2014 — 31 May: Saturday
May seems to have been hanging around for a very long time, somehow. As I wait1 I'm catching up on the latest news from NPR — which, at this point, is still operating on the assumption that it's yesterday.
I've just updated...
... BlackBeast's external graphics card's video driver, on the (possibly equally-mistaken) assumption that the Windows 8.1 update that's just popped out of their "system" is in some sense 'better' than the more generic update I installed direct from the card's manufacturer two or three weeks ago.
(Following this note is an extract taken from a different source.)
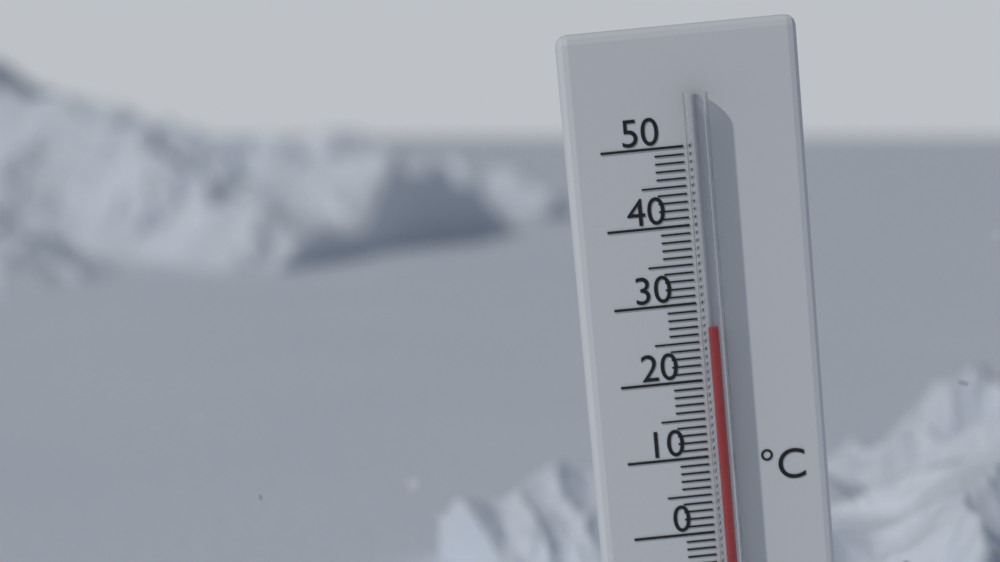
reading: 27 °C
Microsoft's own driver information is not yet available (though they thanked me for my interest) so I have no idea what the update brings to the table.
I'm very trusting.2
Lord, enlighten thou our enemies
Thus spake Coleridge, according to John Stuart Mill, regarding Tory philosophers. Now, I admit I've been unaware of Charles Krauthammer (though I'm liking the name already). This scalpel slicing of him made me smile as I winced. A brace of tasty snippets:
Conservatism was different in Mill's time. What he rejoiced at in Coleridge's example was the prospect of deliverance from "the owl-like dread of light, the drudge-like aversion to change, which were the characteristics of the old unreasoning race of bigots" — Sir Leicester Dedlock, for example, or the Duke of Wellington. A conservative intellectual was virtually an oxymoron before the Industrial Revolution; too much cleverness made a man "unsound."
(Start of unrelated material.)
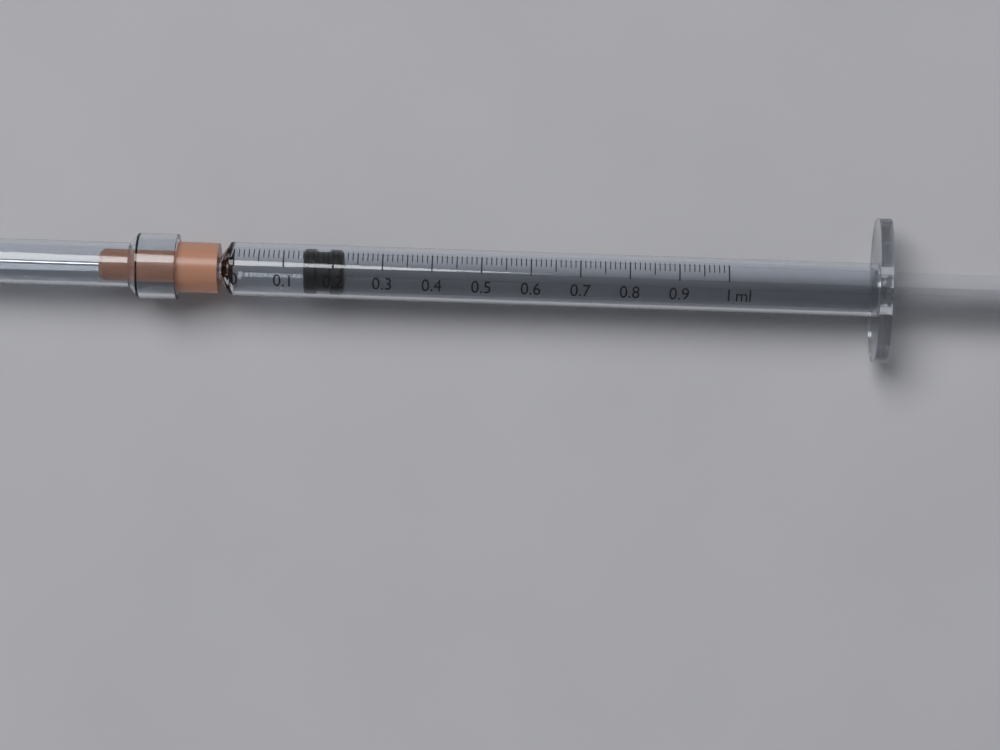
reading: 0.14 ml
Facility in framing the conventional wisdom, however vacuous, with perfect assurance — indeed, with an edge of impatience in one's voice that such truisms need to be explained at all — is a singular gift, and probably the supreme qualification for an op-ed columnist or talk-show guest.
I'm not autistic...
... because I can empathise with this! Though I also find it hard to understand what other people are thinking (and, more particularly, why they think what they think).
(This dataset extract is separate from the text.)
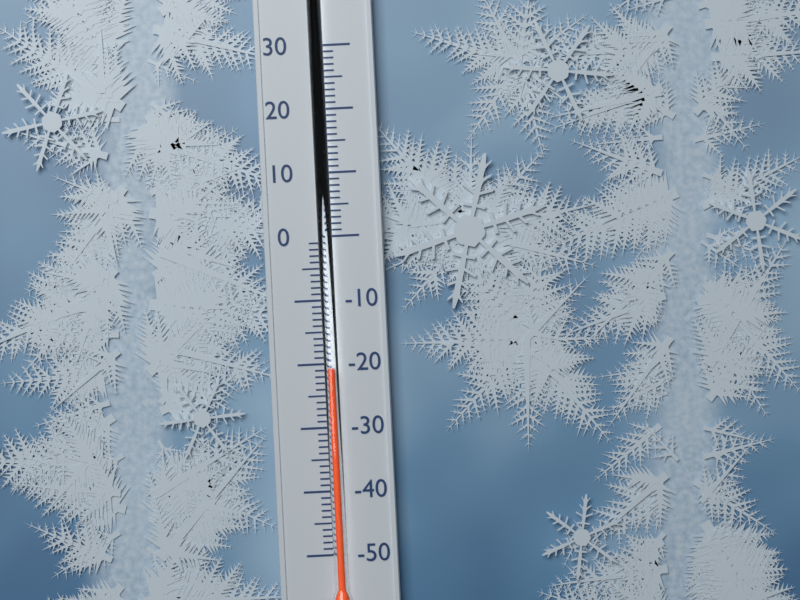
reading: -21 (no unit)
If you are at all spooked by ventriloquists' dummies, Kaspar could strike you as rather creepy. To many children with autism and related disorders, though, he has proved a source of joy and
insight.
Children with autism find it hard to understand what other people are thinking, and see them as behaving in dauntingly and upsettingly complicated ways. A robot can be more comprehensible,
which may be why some kids with this type of disorder are strongly drawn to them.
The only "Kaspar" I recall was the Kaspar Hauser described in either (or quite possibly both) "Great World Mysteries" (by Eric Frank Russell) and "Stranger than Science" (by Frank Edwards). Also creepy.
There is little...
... by which you can distinguish between the simplistic advice contained in the BBC's "Moneybox" and NPR's "Marketplace money"... except the accents of the participants. Greed and sharp practices are prevalent in both societies, it seems.
What's the point...
... of hosting a trailer on Vimeo, but giving no help to the hapless would-be viewer? Erm, that would be me. Pity. His interview on NPR was quite amusing. (I know, I know, it plays perfectly on Chrome, Pale Moon, and IE11. But not on Firefox...)
When I toddled along to an actual cinema recently-ish to see "Gravity" in 3D, I picked up a freebie little review/preview magazine. (Actually, inspecting the front cover closely suggests I should have paid £2 for it... Oops!) Today's DVD delivery...
... is the fourth of the five films I have that were rated (by that magazine) the "finest films from the cast of" the second Hunger Games film. I am still missing "Slither" with Elizabeth Banks, but have decided to risk it. I'm hoping it will be another "Tremors" (as it were). I already had:
Three excellent films.
If this is...
... true, it's beyond satire:
To every parent Facebook should say: "Your children spend hours every day with us. We spy upon them much more efficiently than you will ever be able to. And we won't tell you what we
know about them."
Only that, just the truth. That will be enough. But the crowd that runs Facebook, that small bunch of rich and powerful people, will never lean in close enough to tell you the truth.
Mark Zuckerberg recently spent $30m (£18m) buying up all the houses around his own in Palo Alto, California. Because he needs more privacy.
I wonder how many houses you can buy in Palo Alto for $30m? Fewer than half a dozen, I suspect.